This Article is From Dec 24, 2013

Winter's start ices eastern Canada, US; worst over

Winter's start ices eastern Canada, US; worst over

Residents survey the damage after power lines came down across a street in Toronto's east end.

Toronto: Fewer than 200,000 customers in Canada's largest city are now without power following a weekend ice storm that wreaked havoc through Ontario to the Atlantic coast, Toronto Mayor Rob Ford said on Monday.

Ford said utility workers from Michigan, Manitoba and elsewhere are in Ontario will assist in the efforts to restore power.

More 100,000 customers had power restored in the city, but about 190,000 customers are still without power, Ford said. He called the storm one of the worst in Toronto's history..

Toronto Hydro CEO Anthony Haines said some customers may not get power back until after Christmas on the 26th.

About 80,000 customers in smaller towns and rural areas in Ontario also remained without power, utility companies said. Nearly 45,000 customers remained without power in Quebec.

An icy mix of rain and freezing rain played havoc with the electricity grid across the Maritime provinces on Monday as ice-laden trees fell on power lines, leaving tens of thousands in the dark in southern New Brunswick and northern Nova Scotia. At one point, more than 44,000 residents and businesses were without power in southern New Brunswick.

The freezing rain turned roads and sidewalks into skating rinks Sunday and hit holiday plans at one of the busiest travel times of the year.

Air travelers were still being frustrated by dozens of flight cancellations and delays at Toronto's Pearson International Airport and at Halifax Stanfield International Airport.

The first full day of winter Sunday also brought ice and high wind in the upper U.S. Midwest and northeastern New England states and flooding in the South.

More than 390,000 homes and businesses were without power Monday in Michigan, upstate New York and across the northern New England region to Maine, down from Sunday's peak of more than half a million. Most were in Michigan, whose largest utilities said it will be days before power is restored because of the difficulty of working around broken lines.

At least 11 deaths in the U.S. were blamed on the storm, including five people killed in flooding in Kentucky and a woman who died after a tornado with winds of 130 mph (209 kph) struck in Arkansas. Another woman died in Arkansas when she lost control of her vehicle on an icy patch of an interstate. A Vermont man died from carbon monoxide poisoning caused by a generator that was running after the storm knocked out power at his house, state police said. Five people were killed in eastern Canada in highway crashes blamed on severe weather conditions.

In the U.S., more than 4,000 flights were behind schedule, the majority of those in New York, Washington, Chicago, Denver, Dallas and Houston.

And more than 275 flights were canceled, mostly in Chicago, Denver, Houston and Dallas, aviation data company FlightAware said. The number is in line with a typical travel day and much improved from Sunday's 700 cancellations. There are usually more than 30,000 daily flights in the United States.

Delta Air Lines said a taxiway that may have frozen over was suspected in an accident at Detroit Metropolitan Airport: An Atlanta-bound jetliner slid onto the grass, but no one was hurt.

The winter weather was far from nationwide, though. Record high temperatures in the 60s and 70s Fahrenheit (upper teens and low 20s Celsius) were reached in some Mid-Atlantic U.S. states this weekend, but forecasts called for drops back to the mid-30s F (low single digits C).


▸ Task statement: Only lines containing the word "elements" belong in the answer; copy each one from the records.

▸ Material shown:
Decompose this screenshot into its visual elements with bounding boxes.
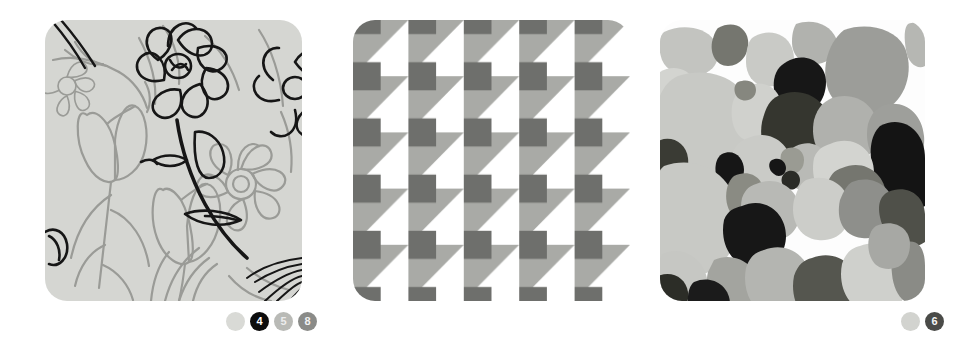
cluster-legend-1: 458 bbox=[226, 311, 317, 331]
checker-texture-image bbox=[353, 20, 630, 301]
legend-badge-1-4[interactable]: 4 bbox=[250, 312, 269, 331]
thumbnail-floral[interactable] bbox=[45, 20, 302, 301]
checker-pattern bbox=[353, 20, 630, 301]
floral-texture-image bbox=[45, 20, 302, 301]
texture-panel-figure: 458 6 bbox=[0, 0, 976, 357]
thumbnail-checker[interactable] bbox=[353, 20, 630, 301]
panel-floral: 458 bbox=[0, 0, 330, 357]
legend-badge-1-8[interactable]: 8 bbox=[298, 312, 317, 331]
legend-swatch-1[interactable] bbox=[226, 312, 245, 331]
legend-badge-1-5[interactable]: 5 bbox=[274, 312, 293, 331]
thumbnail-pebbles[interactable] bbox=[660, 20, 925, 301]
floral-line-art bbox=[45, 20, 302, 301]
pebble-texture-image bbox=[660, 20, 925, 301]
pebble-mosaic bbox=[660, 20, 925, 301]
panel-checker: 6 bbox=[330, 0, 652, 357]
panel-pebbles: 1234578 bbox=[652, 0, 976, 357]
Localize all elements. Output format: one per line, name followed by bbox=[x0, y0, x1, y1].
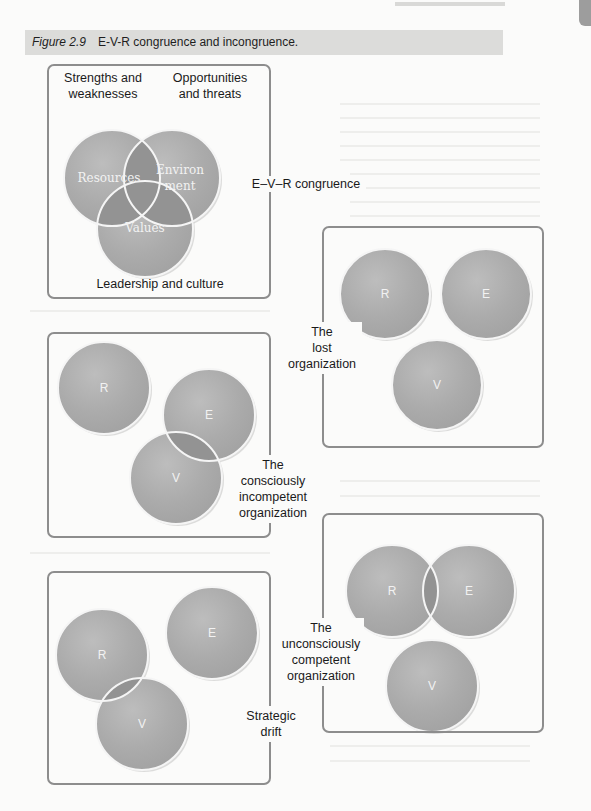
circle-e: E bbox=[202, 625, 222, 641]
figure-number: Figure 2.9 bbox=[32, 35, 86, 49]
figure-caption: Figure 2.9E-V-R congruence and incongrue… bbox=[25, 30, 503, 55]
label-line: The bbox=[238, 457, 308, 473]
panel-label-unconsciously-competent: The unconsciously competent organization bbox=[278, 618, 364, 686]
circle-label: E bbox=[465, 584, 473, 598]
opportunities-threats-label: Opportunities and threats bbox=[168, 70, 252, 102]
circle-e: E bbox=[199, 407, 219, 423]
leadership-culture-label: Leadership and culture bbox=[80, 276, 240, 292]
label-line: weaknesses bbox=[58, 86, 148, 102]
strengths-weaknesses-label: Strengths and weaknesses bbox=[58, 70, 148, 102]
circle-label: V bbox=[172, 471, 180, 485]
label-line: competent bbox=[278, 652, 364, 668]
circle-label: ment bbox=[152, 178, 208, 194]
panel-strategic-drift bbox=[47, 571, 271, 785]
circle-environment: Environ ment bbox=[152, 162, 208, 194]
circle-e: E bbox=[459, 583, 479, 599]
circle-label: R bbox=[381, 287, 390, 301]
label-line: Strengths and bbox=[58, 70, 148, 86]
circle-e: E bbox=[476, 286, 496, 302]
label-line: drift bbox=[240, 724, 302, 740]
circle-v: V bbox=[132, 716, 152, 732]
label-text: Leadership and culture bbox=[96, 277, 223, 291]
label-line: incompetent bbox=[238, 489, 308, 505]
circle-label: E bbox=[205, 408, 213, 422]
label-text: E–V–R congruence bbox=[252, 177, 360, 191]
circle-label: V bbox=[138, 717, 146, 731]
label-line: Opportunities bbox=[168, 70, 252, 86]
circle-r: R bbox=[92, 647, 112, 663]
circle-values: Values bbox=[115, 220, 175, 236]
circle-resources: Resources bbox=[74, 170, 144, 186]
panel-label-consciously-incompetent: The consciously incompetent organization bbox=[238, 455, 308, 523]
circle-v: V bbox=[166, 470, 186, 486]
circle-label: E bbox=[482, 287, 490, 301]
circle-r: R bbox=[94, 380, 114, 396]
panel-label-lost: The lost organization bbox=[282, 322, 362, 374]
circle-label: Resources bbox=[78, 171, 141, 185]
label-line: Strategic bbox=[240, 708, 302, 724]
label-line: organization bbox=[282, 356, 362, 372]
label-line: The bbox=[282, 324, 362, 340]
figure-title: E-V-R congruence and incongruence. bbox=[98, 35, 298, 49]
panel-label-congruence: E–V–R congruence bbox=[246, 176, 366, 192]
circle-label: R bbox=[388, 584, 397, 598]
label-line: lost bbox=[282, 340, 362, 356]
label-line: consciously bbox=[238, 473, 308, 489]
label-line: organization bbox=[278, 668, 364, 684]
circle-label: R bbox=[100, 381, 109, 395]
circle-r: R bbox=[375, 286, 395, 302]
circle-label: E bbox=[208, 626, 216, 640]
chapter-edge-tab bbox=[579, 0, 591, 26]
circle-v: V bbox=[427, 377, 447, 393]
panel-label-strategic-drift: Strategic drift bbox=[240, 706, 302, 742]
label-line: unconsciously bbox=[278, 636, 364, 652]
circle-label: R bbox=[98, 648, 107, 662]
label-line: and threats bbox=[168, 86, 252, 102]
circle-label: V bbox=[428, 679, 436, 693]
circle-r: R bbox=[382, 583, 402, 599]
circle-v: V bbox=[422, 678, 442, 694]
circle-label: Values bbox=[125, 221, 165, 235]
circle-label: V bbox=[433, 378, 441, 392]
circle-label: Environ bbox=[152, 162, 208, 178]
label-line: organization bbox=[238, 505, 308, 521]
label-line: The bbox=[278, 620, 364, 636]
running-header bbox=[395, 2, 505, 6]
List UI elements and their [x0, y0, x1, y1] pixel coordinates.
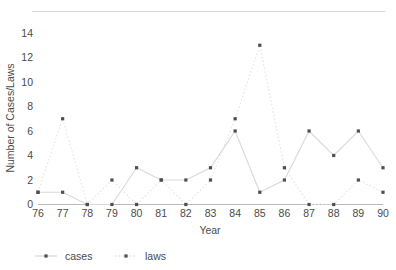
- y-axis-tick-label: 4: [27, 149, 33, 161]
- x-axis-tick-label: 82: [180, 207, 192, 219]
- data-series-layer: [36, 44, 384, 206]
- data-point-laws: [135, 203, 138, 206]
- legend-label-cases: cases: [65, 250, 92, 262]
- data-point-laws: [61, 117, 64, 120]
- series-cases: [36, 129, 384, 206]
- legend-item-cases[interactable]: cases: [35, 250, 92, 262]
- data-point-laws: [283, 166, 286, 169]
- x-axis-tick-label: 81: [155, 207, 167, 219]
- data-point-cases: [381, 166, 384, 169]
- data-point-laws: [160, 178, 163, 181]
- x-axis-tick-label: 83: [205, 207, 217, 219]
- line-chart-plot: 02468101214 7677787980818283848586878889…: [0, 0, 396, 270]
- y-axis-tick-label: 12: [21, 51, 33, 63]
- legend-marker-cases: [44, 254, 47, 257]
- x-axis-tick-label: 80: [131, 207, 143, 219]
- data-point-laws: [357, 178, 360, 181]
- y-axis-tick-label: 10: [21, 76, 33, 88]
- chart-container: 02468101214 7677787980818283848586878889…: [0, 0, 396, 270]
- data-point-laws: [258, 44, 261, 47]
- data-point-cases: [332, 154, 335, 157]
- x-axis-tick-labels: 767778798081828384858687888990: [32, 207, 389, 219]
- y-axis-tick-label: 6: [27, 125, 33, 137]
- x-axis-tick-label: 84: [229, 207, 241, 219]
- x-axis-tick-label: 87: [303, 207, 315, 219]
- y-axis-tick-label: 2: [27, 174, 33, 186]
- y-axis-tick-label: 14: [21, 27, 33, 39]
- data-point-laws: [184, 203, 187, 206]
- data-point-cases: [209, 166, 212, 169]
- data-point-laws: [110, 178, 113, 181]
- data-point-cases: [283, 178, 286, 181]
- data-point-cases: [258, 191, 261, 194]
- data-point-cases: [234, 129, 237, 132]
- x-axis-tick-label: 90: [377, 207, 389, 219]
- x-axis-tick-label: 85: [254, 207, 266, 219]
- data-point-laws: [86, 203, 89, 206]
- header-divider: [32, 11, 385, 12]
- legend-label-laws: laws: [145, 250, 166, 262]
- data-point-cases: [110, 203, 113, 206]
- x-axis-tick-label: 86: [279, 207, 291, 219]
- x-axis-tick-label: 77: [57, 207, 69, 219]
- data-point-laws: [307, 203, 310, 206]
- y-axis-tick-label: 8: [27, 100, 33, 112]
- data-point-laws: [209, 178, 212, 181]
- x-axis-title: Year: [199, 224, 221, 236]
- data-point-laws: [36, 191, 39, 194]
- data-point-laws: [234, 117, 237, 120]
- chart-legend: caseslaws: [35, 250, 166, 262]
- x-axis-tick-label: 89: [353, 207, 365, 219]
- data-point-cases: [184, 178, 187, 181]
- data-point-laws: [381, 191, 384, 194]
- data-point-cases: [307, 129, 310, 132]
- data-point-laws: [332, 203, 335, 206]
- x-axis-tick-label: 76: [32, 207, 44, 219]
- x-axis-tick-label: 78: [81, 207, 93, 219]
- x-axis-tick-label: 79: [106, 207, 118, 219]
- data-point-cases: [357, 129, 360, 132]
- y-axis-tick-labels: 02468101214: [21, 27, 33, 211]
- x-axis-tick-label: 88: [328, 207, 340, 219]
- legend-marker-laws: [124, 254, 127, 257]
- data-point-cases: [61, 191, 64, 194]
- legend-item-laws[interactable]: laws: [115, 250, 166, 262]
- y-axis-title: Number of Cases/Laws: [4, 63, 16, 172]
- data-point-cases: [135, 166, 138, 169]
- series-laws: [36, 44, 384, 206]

▸ Exercise result:
Decompose this screenshot into its visual elements with bounding boxes.
Localize all elements. Output format: one per line, name followed by bbox=[x0, y0, x1, y1].
List UI elements and their [x0, y0, x1, y1] pixel coordinates.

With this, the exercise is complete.